Another related difference between today and 2007, this one making now a scarier time, is that the financial media coverage and interest in factor investing is much higher than in 2007. That's pretty much a tautology with "more popular and more widely known." Again, August of 2007 went by relatively unnoticed outside of the quant world. I don't think that would be the case this time, even if markets as a whole are unaffected. In this case, the revolution will be televised. What kind of feedback loop that creates is a wild card I do worry about as, anecdotally, people seem to act less rationally the more headlines a topic garners. 26

So, where does that leave us, the community of factor investors? I like to compare today to nearly thirty years ago when I first was introduced to and started studying value and momentum strategies.
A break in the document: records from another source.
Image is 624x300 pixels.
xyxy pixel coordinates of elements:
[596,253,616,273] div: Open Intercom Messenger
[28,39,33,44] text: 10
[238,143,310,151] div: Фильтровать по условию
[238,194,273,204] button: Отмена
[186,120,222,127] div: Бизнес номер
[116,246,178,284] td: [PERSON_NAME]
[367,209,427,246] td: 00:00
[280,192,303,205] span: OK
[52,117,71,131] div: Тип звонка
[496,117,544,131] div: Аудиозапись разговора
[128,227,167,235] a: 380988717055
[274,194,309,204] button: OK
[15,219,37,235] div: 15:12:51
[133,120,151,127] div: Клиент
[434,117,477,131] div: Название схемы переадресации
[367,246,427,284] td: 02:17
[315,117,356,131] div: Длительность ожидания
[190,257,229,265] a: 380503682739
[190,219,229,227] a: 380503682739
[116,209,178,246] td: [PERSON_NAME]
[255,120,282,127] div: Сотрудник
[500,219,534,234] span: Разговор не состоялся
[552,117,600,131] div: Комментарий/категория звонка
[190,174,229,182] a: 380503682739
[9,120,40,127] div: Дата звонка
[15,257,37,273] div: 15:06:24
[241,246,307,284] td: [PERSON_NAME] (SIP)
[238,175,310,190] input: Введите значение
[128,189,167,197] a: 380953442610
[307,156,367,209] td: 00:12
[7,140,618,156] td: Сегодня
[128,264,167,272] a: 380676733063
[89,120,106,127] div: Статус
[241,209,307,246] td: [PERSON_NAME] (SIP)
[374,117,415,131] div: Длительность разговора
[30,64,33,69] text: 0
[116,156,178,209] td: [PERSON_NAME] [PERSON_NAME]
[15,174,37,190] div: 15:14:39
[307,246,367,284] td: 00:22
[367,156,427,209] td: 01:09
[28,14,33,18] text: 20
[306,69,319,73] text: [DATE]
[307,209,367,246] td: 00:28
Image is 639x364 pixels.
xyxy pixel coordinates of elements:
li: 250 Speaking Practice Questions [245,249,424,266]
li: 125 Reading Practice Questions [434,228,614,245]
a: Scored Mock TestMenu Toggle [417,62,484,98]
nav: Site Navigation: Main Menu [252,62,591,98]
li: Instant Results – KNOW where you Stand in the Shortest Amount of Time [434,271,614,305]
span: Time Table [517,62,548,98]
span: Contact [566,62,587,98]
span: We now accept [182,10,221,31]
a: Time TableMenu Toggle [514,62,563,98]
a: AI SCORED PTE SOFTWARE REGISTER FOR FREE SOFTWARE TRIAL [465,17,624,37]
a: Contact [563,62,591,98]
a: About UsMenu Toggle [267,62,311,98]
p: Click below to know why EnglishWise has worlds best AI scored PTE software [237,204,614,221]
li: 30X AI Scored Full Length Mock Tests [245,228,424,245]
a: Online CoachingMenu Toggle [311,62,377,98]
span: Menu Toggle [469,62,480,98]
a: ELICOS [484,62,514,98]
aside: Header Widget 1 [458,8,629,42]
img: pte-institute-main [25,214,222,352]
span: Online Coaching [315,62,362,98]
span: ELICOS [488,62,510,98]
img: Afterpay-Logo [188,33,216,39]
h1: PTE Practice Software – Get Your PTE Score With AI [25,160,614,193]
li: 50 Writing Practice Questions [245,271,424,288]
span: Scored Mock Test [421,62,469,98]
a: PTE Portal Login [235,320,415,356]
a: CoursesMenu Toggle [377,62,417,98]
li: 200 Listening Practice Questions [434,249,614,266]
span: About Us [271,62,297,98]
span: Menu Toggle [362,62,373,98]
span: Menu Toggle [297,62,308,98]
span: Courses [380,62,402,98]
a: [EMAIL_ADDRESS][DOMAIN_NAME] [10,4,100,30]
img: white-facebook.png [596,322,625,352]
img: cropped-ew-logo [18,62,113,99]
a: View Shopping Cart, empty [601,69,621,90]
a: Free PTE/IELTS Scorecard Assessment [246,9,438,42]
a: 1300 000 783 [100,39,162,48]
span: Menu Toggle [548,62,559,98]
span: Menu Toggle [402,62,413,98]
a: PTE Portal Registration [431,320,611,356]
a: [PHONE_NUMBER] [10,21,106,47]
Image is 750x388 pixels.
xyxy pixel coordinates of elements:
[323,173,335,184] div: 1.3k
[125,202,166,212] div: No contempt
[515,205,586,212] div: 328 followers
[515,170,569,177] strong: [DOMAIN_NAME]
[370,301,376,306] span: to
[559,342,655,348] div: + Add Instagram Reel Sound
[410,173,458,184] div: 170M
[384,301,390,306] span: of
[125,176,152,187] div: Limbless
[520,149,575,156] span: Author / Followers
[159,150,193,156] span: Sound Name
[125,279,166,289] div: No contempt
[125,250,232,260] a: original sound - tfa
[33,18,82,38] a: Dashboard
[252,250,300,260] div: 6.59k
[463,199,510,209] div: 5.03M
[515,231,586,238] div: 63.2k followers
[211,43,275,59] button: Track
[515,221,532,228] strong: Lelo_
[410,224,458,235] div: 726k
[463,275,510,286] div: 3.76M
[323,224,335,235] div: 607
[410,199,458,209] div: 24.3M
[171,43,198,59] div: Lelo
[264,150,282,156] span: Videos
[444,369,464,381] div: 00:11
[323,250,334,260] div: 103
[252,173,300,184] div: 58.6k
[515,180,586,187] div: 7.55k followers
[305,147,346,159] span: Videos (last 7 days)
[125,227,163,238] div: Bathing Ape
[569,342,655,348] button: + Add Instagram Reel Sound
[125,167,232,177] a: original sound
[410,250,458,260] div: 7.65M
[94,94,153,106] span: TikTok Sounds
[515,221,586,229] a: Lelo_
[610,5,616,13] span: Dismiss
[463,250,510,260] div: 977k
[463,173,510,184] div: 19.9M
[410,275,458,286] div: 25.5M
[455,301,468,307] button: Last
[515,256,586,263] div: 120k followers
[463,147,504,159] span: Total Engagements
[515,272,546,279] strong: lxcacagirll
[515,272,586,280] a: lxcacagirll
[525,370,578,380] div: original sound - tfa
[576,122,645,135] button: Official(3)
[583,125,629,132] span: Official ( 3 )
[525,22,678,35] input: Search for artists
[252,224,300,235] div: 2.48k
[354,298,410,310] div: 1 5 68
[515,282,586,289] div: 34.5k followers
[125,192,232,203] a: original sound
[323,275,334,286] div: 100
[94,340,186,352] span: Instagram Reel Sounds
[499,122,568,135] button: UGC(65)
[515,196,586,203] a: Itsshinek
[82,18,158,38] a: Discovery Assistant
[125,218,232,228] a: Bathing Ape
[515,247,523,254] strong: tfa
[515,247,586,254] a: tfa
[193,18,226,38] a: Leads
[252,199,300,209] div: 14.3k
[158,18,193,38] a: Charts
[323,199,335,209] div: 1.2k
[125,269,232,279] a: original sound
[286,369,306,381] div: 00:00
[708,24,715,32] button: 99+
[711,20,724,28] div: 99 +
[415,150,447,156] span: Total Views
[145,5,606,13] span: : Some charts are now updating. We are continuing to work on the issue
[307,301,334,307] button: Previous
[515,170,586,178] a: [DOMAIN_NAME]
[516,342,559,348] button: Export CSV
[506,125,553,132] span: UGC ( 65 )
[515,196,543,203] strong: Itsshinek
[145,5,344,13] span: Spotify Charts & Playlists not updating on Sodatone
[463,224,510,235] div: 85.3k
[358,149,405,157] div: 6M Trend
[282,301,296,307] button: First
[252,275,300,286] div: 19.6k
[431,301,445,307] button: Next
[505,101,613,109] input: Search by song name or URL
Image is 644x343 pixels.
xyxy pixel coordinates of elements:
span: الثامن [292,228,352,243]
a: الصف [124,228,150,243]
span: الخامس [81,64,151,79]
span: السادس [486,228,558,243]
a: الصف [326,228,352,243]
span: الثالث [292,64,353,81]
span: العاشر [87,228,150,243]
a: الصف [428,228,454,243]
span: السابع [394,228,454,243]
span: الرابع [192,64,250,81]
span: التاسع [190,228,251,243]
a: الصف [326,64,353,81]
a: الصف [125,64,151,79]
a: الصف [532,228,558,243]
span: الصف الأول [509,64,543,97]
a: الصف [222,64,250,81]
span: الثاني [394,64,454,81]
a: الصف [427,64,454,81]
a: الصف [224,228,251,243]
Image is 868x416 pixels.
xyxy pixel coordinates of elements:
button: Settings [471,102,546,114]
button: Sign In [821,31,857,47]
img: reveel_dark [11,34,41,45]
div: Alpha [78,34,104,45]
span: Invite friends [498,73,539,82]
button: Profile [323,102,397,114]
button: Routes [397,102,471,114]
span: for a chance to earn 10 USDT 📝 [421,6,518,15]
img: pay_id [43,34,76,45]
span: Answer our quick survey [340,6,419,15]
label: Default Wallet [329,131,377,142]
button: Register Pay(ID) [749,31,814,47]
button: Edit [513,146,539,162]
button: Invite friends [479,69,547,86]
Well, since then, we have near thirty years of  out-of-sample evidence that they work. 27 28  This includes testing them in a whole lot of other places (geographies and asset classes) and times. We've added a few more good factors to the mix, but by no means have we populated a "zoo." 29  And today, we even can invest in these factors at historically fairly normal pricing, for the most part. 30  What we definitely do not have is an informational monopoly on them that protects us from the actions of other competing, or fleeing, capital. Unlike thirty years ago it's more likely that our short-term returns can be buffeted by the actions of other factor investors. 31  This prospect is not just theoretical as we saw it happen, big time, ten years ago. To state the remarkably obvious, something that has happened before can happen again. In fact, I'd say it is likely to happen again at some time (hopefully, long after I'm gone). 32  This is far from unique to factor investing - there isn't a widely known liquid investment strategy that isn't subject to the left tail of other investors' short-term actions. 33  The stock market itself is, once again, the primary example of this fact.
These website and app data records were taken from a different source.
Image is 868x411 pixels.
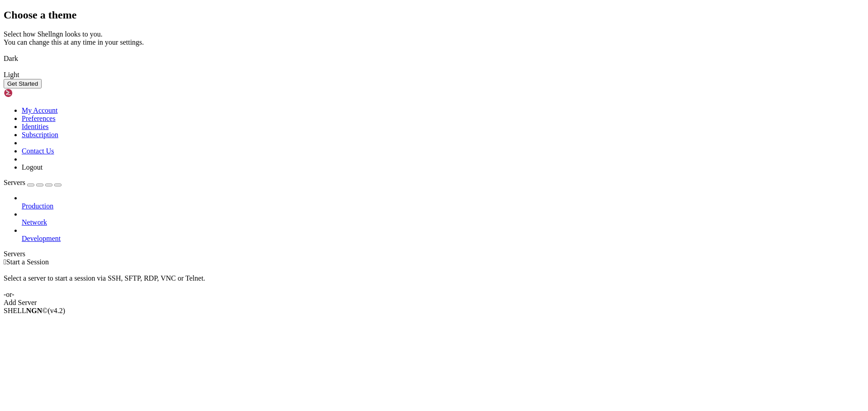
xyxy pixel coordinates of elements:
li: Network [21,210,864,227]
span:  [4,259,7,266]
li: Production [21,194,864,210]
div: Select a server to start a session via SSH, SFTP, RDP, VNC or Telnet. -or- [4,267,864,299]
span: Development [21,235,60,243]
span: 4.2.0 [47,307,65,315]
b: NGN [26,307,43,315]
a: Identities [21,123,48,130]
a: Development [21,235,864,243]
a: Production [21,203,864,210]
button: Get Started [4,79,42,88]
a: Servers [4,179,61,187]
span: SHELL © [4,307,65,315]
a: Preferences [21,114,56,123]
span: Network [21,219,47,226]
a: Network [21,219,864,227]
img: Shellngn [4,88,56,98]
div: Light [4,71,864,79]
span: Start a Session [7,259,48,266]
h2: Choose a theme [4,9,864,21]
a: Contact Us [21,147,54,155]
a: My Account [21,107,58,114]
span: Production [21,203,53,210]
a: Subscription [21,131,59,139]
li: Development [21,227,864,243]
a: Logout [21,164,43,171]
span: Servers [4,179,25,187]
div: Dark [4,55,864,63]
div: Select how Shellngn looks to you. You can change this at any time in your settings. [4,31,864,46]
div: Servers [4,250,864,259]
div: Add Server [4,299,864,307]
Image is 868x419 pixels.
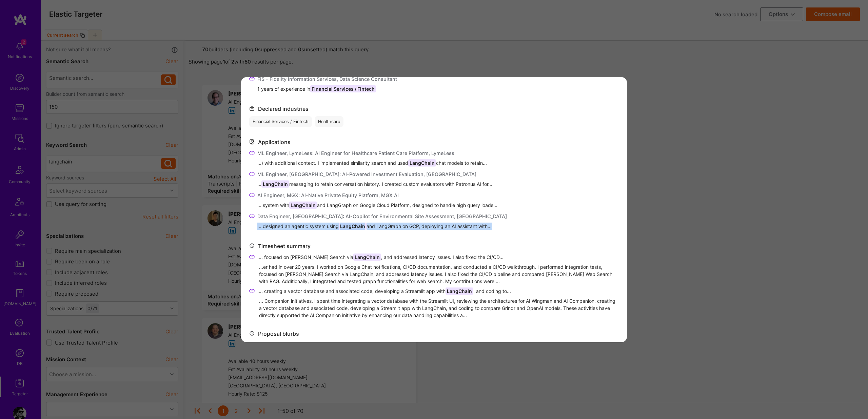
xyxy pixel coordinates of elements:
[258,105,309,113] div: Declared industries
[241,77,627,342] div: modal
[249,150,255,155] i: icon LinkSecondary
[249,254,255,260] i: icon LinkSecondary
[354,253,381,261] span: LangChain
[258,201,498,209] span: ... system with and LangGraph on Google Cloud Platform, designed to handle high query loads...
[258,149,487,156] div: ML Engineer, LymeLess: AI Engineer for Healthcare Patient Care Platform, LymeLess
[249,116,312,127] div: Financial Services / Fintech
[258,330,300,337] div: Proposal blurbs
[249,341,489,348] div: ML Engineer, LymeLess: AI Engineer for Healthcare Patient Care Platform, LymeLess
[258,159,487,167] span: ...) with additional context. I implemented similarity search and used chat models to retain...
[408,159,436,167] span: LangChain
[258,139,290,145] div: Applications
[249,139,255,144] i: icon Applications
[249,105,255,111] i: icon DeclaredIndustries
[258,75,397,83] div: FIS - Fidelity Information Services, Data Science Consultant
[258,253,503,261] span: ..., focused on [PERSON_NAME] Search via , and addressed latency issues. I also fixed the CI/CD...
[249,213,255,219] i: icon LinkSecondary
[260,297,619,318] div: ... Companion initiatives. I spent time integrating a vector database with the Streamlit UI, revi...
[258,212,507,220] div: Data Engineer, [GEOGRAPHIC_DATA]: AI-Copilot for Environmental Site Assessment, [GEOGRAPHIC_DATA]
[314,116,343,127] div: Healthcare
[339,223,367,229] span: LangChain
[258,242,311,250] div: Timesheet summary
[249,288,255,293] i: icon LinkSecondary
[249,171,255,177] i: icon LinkSecondary
[258,287,511,294] span: ..., creating a vector database and associated code, developing a Streamlit app with , and coding...
[260,264,619,285] div: ...er had in over 20 years. I worked on Google Chat notifications, CI/CD documentation, and condu...
[446,287,474,294] span: LangChain
[258,170,492,178] div: ML Engineer, [GEOGRAPHIC_DATA]: AI-Powered Investment Evaluation, [GEOGRAPHIC_DATA]
[249,76,255,82] i: icon LinkSecondary
[249,192,255,197] i: icon LinkSecondary
[311,86,376,92] span: Financial Services / Fintech
[261,181,289,187] span: LangChain
[258,192,498,198] div: AI Engineer, MGX: AI-Native Private Equity Platform, MGX AI
[258,181,492,187] span: ... messaging to retain conversation history. I created custom evaluators with Patronus AI for...
[249,243,255,249] i: icon TimesheetSummary
[258,86,397,92] span: 1 years of experience in
[289,201,317,209] span: LangChain
[258,223,507,229] span: ... designed an agentic system using and LangGraph on GCP, deploying an AI assistant with...
[249,331,255,336] i: icon ProposalBlurbs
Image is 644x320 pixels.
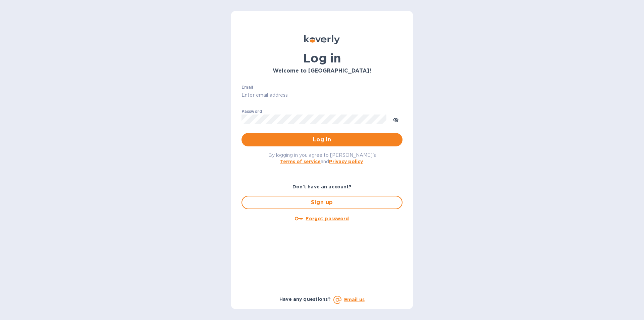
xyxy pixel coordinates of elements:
[344,297,364,302] a: Email us
[242,90,402,100] input: Enter email address
[247,136,397,144] span: Log in
[242,196,402,209] button: Sign up
[280,297,330,302] b: Have any questions?
[248,199,396,207] span: Sign up
[305,35,339,44] img: Koverly
[242,109,262,114] label: Password
[389,113,402,126] button: toggle password visibility
[280,159,321,164] a: Terms of service
[242,51,402,65] h1: Log in
[293,184,351,189] b: Don't have an account?
[242,85,254,89] label: Email
[242,68,402,74] h3: Welcome to [GEOGRAPHIC_DATA]!
[306,216,348,221] u: Forgot password
[269,152,376,164] span: By logging in you agree to [PERSON_NAME]'s and .
[242,133,402,146] button: Log in
[328,159,362,164] a: Privacy policy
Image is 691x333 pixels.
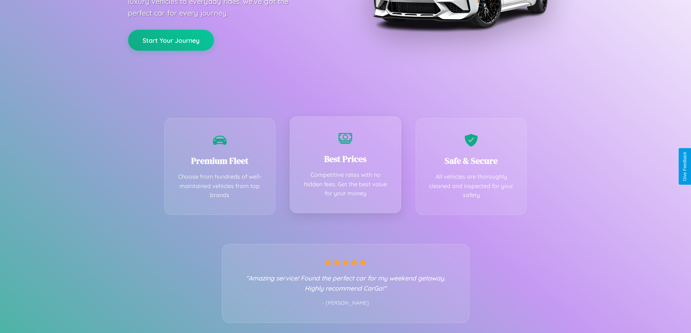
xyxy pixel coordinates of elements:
div: Give Feedback [682,152,687,181]
button: Start Your Journey [128,30,214,51]
p: Choose from hundreds of well-maintained vehicles from top brands [176,172,264,200]
h3: Premium Fleet [176,155,264,167]
p: Competitive rates with no hidden fees. Get the best value for your money [301,170,390,198]
h3: Safe & Secure [427,155,516,167]
h3: Best Prices [301,153,390,165]
p: "Amazing service! Found the perfect car for my weekend getaway. Highly recommend CarGo!" [237,273,454,293]
p: - [PERSON_NAME] [237,299,454,308]
p: All vehicles are thoroughly cleaned and inspected for your safety [427,172,516,200]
So, what do we do with very good (imho!), but, as of today, widely-known strategies? We think, not shocking I know, you should still allocate to them but do so conscious of their known left tail. Investing while in denial of real possibilities is never a good strategy. But, you're not dissuaded from allocating to an S&P 500 index fund because a -10%, -20%, or worse day or week is possible, are you? 34  Rather, you do know that can happen and plan for it, right? 35  We think investors should collectively educate themselves about this possibility to minimize panic and maximize rationality should it happen. We think we should all structure our investments specifically thinking about these events, knowing this is part science and part art, to survive and even be able to take advantage of them. But, ultimately, if we believe these factors are real and priced reasonably (particularly in a world where many investments, like traditional stock and bond markets, are quite expensive), we should invest in them. We should just do it with open eyes and a plan.
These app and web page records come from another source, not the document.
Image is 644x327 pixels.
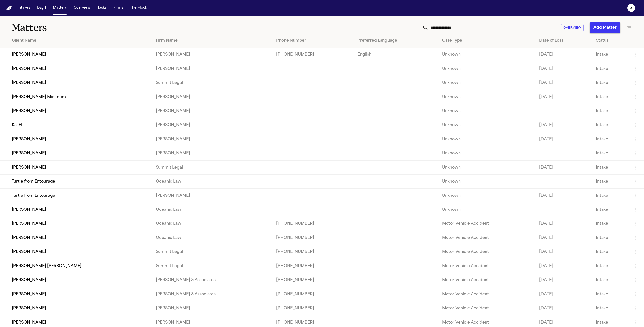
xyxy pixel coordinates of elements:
[438,161,536,174] td: Unknown
[535,259,592,273] td: [DATE]
[272,259,354,273] td: [PHONE_NUMBER]
[442,38,532,43] div: Case Type
[592,287,628,301] td: Intake
[152,174,272,189] td: Oceanic Law
[152,203,272,217] td: Oceanic Law
[152,273,272,287] td: [PERSON_NAME] & Associates
[438,76,536,90] td: Unknown
[539,38,588,43] div: Date of Loss
[535,76,592,90] td: [DATE]
[152,231,272,245] td: Oceanic Law
[438,245,536,259] td: Motor Vehicle Accident
[535,161,592,174] td: [DATE]
[152,90,272,104] td: [PERSON_NAME]
[12,22,200,34] h1: Matters
[535,90,592,104] td: [DATE]
[535,287,592,301] td: [DATE]
[35,3,48,12] button: Day 1
[438,104,536,118] td: Unknown
[592,217,628,231] td: Intake
[112,3,125,12] button: Firms
[592,259,628,273] td: Intake
[152,118,272,132] td: [PERSON_NAME]
[535,62,592,76] td: [DATE]
[438,301,536,315] td: Motor Vehicle Accident
[535,189,592,203] td: [DATE]
[152,104,272,118] td: [PERSON_NAME]
[152,245,272,259] td: Summit Legal
[438,90,536,104] td: Unknown
[156,38,269,43] div: Firm Name
[596,38,624,43] div: Status
[272,217,354,231] td: [PHONE_NUMBER]
[438,189,536,203] td: Unknown
[535,301,592,315] td: [DATE]
[592,90,628,104] td: Intake
[438,132,536,146] td: Unknown
[72,3,92,12] button: Overview
[438,259,536,273] td: Motor Vehicle Accident
[272,245,354,259] td: [PHONE_NUMBER]
[592,104,628,118] td: Intake
[354,48,438,62] td: English
[16,3,32,12] button: Intakes
[592,245,628,259] td: Intake
[535,273,592,287] td: [DATE]
[358,38,434,43] div: Preferred Language
[152,301,272,315] td: [PERSON_NAME]
[592,62,628,76] td: Intake
[152,287,272,301] td: [PERSON_NAME] & Associates
[592,118,628,132] td: Intake
[438,287,536,301] td: Motor Vehicle Accident
[276,38,350,43] div: Phone Number
[51,3,69,12] button: Matters
[438,273,536,287] td: Motor Vehicle Accident
[128,3,149,12] button: The Flock
[592,189,628,203] td: Intake
[535,217,592,231] td: [DATE]
[438,203,536,217] td: Unknown
[152,217,272,231] td: Oceanic Law
[535,48,592,62] td: [DATE]
[438,217,536,231] td: Motor Vehicle Accident
[535,245,592,259] td: [DATE]
[438,147,536,161] td: Unknown
[152,147,272,161] td: [PERSON_NAME]
[95,3,109,12] button: Tasks
[535,231,592,245] td: [DATE]
[561,24,584,32] button: Overview
[592,48,628,62] td: Intake
[438,118,536,132] td: Unknown
[592,203,628,217] td: Intake
[592,231,628,245] td: Intake
[592,301,628,315] td: Intake
[438,231,536,245] td: Motor Vehicle Accident
[592,147,628,161] td: Intake
[592,132,628,146] td: Intake
[592,76,628,90] td: Intake
[6,5,12,10] img: Finch Logo
[152,48,272,62] td: [PERSON_NAME]
[152,132,272,146] td: [PERSON_NAME]
[152,189,272,203] td: [PERSON_NAME]
[152,259,272,273] td: Summit Legal
[12,38,148,43] div: Client Name
[535,118,592,132] td: [DATE]
[535,132,592,146] td: [DATE]
[438,62,536,76] td: Unknown
[6,5,12,10] a: Home
[592,273,628,287] td: Intake
[590,22,620,33] button: Add Matter
[272,287,354,301] td: [PHONE_NUMBER]
[272,231,354,245] td: [PHONE_NUMBER]
[272,301,354,315] td: [PHONE_NUMBER]
[592,174,628,189] td: Intake
[272,48,354,62] td: [PHONE_NUMBER]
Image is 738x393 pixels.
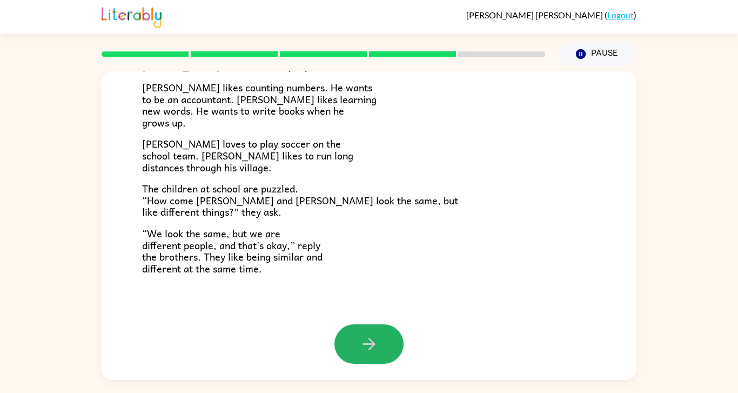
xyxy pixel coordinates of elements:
img: Literably [102,4,162,28]
button: Pause [558,42,637,66]
span: The children at school are puzzled. “How come [PERSON_NAME] and [PERSON_NAME] look the same, but ... [142,181,458,219]
span: “We look the same, but we are different people, and that's okay,” reply the brothers. They like b... [142,225,323,276]
a: Logout [608,10,634,20]
span: [PERSON_NAME] loves to play soccer on the school team. [PERSON_NAME] likes to run long distances ... [142,136,354,175]
span: [PERSON_NAME] likes counting numbers. He wants to be an accountant. [PERSON_NAME] likes learning ... [142,79,377,130]
span: [PERSON_NAME] [PERSON_NAME] [467,10,605,20]
div: ( ) [467,10,637,20]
Time for some final summary advice. 36  Long-term investors who are pursuing unlevered factor tilts versus indices (this includes "smart beta") should steel themselves to ignore some possible short-term periods of large relative return differences vs. their benchmarks. Long-term investors pursuing market-neutral leveraged strategies should similarly steel themselves, but in this case for absolute (not versus benchmark) suffering. These investors in particular should think hard about August of 2007 and future similar possibilities when designing their portfolios and deciding how much to allocate to them. Finally, short-term investors unprepared for any such turda nu bulence should eschew these factors and, instead, find a set of great strategies only they know about with thirty years of out-of-sample tests (and out-of-sample not just in time, but also in geography and asset class), with only a vanishingly small possibility of short-term crashes (as they are their secret), and yet are still reasonably priced today. Good luck with that!